“What’s best in music is not to be found in the notes”, Gustav Mahler once observed. Because, namely, it’s the interpretation that brings the work to life. At the same time, Paul Hindemith spoke of the “unavoidable tragedy of the music interpreter” who “completely disappears behind what is being presented”.
# In the music of the 20th Century, the significance of interpretation in the musical creative process has, at times, been carelessly underplayed. If one disregards the cult of the interpreter that is fueled mainly by the music industry, the work itself as the actual object of musical discourse has been drastically revaluated.
# What applies to the history of classical music can also be observed in other genres. In the area of pop culture, the category of performativity was primarily promulgated to be able to speak about differences in musical performance, categories, which should conform to a concept of interpretation capable of dialogue. The cover version and the remix, on the other hand, describe phenomena of transmission without the autonomy of the interpreter as an entity of comparison and reference being more closely observed.

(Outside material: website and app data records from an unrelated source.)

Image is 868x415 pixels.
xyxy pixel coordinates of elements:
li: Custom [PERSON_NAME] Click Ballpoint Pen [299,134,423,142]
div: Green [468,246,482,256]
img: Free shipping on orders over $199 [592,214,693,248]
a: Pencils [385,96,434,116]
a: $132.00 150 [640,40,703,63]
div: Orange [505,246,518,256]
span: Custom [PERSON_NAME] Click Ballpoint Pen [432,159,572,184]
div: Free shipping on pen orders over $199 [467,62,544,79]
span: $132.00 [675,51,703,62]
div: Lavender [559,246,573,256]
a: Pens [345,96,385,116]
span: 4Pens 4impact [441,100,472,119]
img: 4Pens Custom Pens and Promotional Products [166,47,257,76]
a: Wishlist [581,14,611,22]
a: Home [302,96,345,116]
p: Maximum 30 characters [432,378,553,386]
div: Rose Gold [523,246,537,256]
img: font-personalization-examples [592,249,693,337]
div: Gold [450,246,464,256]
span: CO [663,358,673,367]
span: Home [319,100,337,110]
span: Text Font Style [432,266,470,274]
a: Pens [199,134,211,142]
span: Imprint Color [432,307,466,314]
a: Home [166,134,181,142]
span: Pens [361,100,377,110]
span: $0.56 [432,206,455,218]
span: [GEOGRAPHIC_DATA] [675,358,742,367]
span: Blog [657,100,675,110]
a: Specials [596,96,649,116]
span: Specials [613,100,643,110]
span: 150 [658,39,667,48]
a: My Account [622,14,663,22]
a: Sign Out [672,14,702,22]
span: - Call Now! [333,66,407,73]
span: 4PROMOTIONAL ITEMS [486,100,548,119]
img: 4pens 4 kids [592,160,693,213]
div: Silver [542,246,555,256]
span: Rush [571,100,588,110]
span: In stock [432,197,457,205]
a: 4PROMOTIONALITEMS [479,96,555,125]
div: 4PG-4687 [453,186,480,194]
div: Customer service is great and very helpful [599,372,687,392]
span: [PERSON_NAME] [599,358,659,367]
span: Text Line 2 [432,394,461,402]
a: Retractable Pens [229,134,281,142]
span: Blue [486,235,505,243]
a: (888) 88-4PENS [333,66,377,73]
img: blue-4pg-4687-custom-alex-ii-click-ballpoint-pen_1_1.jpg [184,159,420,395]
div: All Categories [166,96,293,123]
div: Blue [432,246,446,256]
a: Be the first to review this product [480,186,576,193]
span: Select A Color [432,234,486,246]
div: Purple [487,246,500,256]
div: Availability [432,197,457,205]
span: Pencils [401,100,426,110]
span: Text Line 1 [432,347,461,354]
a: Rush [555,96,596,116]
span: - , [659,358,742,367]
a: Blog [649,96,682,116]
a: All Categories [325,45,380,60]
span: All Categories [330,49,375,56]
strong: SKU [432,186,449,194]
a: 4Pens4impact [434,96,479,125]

# faithful! proposes to examine the concept of interpretation anew and rehabilitate interpretation as a category of speaking about music. In so doing, situations will be created in which the differences of musical practices come openly to the fore. The central focus is the interpretation comparison, in which different ensembles and soloists perform the same work. This has as much to do with the idea of objectivity and fidelity to the work as to the idea of a school with nationally colored sound characteristics and a teacher-student relationship that often extends back to the 19th Century. In direct comparison, it becomes clear that diverging ideals of interpretation have taken hold in different countries. Musicians can confirm that in France, clarity and timbre play a larger role than, for example, in German-speaking lands where one likes to ascribe a stronger orientation to tonal structure. With the interpretation comparison, faithful! draws on impulses given by the Dresdner Days of Contemporary Music (2005) and the Donaueschingen Music Festival (2008 & 2010).
Other situations in which the concept of musical interpretation will become tangible include a Karaoke Matinee with works of contemporary music; the intuitive interpretation of a work not connected to a score by the US American ensemble sfSound; the reinterpretation of works of the Second Viennese School by the Vegetable Orchestra; re-workings of songs by Nick Drake or Nirvana by the Without Additives No Stars Big Band; transcriptions of pieces for prepared piano by John Cage on the midi keyboard by Kerry Yong; a comparative examination of different DJ cultures; and the open form of the musical graphics by Earle Brown Cornelius Cardew.
# At the same time, precarious aspects of the musical performance will be reflected upon, including the predicament of having to perform a work that one dislikes. The panel discussions will be dedicated to questions of musical critique – with the “Quartet of Critics” of the Preis der deutschen Schallplattenkritik (German Record Critics Prize) –, the marketing of interpreters and the relationship of tension between the musical idea of the composer and the capabilities of the musician, which often has its origin in the “false appearance of legitimate future music” (Siegried Mauser).
# Among the interpreters are, on the one hand, ensembles and musicians who have dedicated themselves to the new and to experimentation in the most varied musical genres and, on the other hand, interpreters who carry on the tradition and prefer to carefully renew it. Renowned soloists, orchestra musicians and adventurous experimenters face one another to illustrate the possible facets of musical interpretation.
# Works were first and foremost included in the repertory that reflect the role of the interpreter compositionally, such as Heinz Holliger’s Cardiophonie, in which the soloist performs to his own heartbeat as tempo giver and inevitably fails because of his own excitement. Commissions were awarded to young composers who have dealt with the role of the interpreter and who expose the personality of the musician as well as the relationship to his instrument. An additional category are favorite pieces in which the musician has the possibility of expressing himself completely, including Mathias Spahlinger’s Adieu m’amour, Salvatore Sciarrino’s Tre notturni brillanti and James Tenney’s In a Large, Open Space. Finally, faithful! focuses on a series of composers whose works have been largely ignored by history, including the Schoenberg student Nikos Skalkottas from Greece, who Schoenberg counted among his most talented students, but who passed away in 1949 at the age of 45, and Józef Koffler, the first twelve-tone composer of Poland, who was murdered by German troops in 1944.
# A further focus is the question of the connection between interpretation and technology which not only can be understood on the basis of the history of instrument construction, but also that new media both inspires and sometimes even compels artists toward new strategies of interpretation. Included here are mechanical reproductions of works of classical music such as realized during the last years by Cory Arcangel, Scrambled Hackz or Alexei Shulgin as well as reenactments of videos and concerts as practiced on the Internet by countless fans and listeners and which in the meantime has advanced to become its own category of video clip.
# The festival title faithful! refers incidentally to an album by the American guitarist and producer Todd Rundgren, who in 1976, performed songs by the Beach Boys, the Beatles, Bob Dylan and Jimi Hendrix, among others, and endeavored to come as close to the original as possible.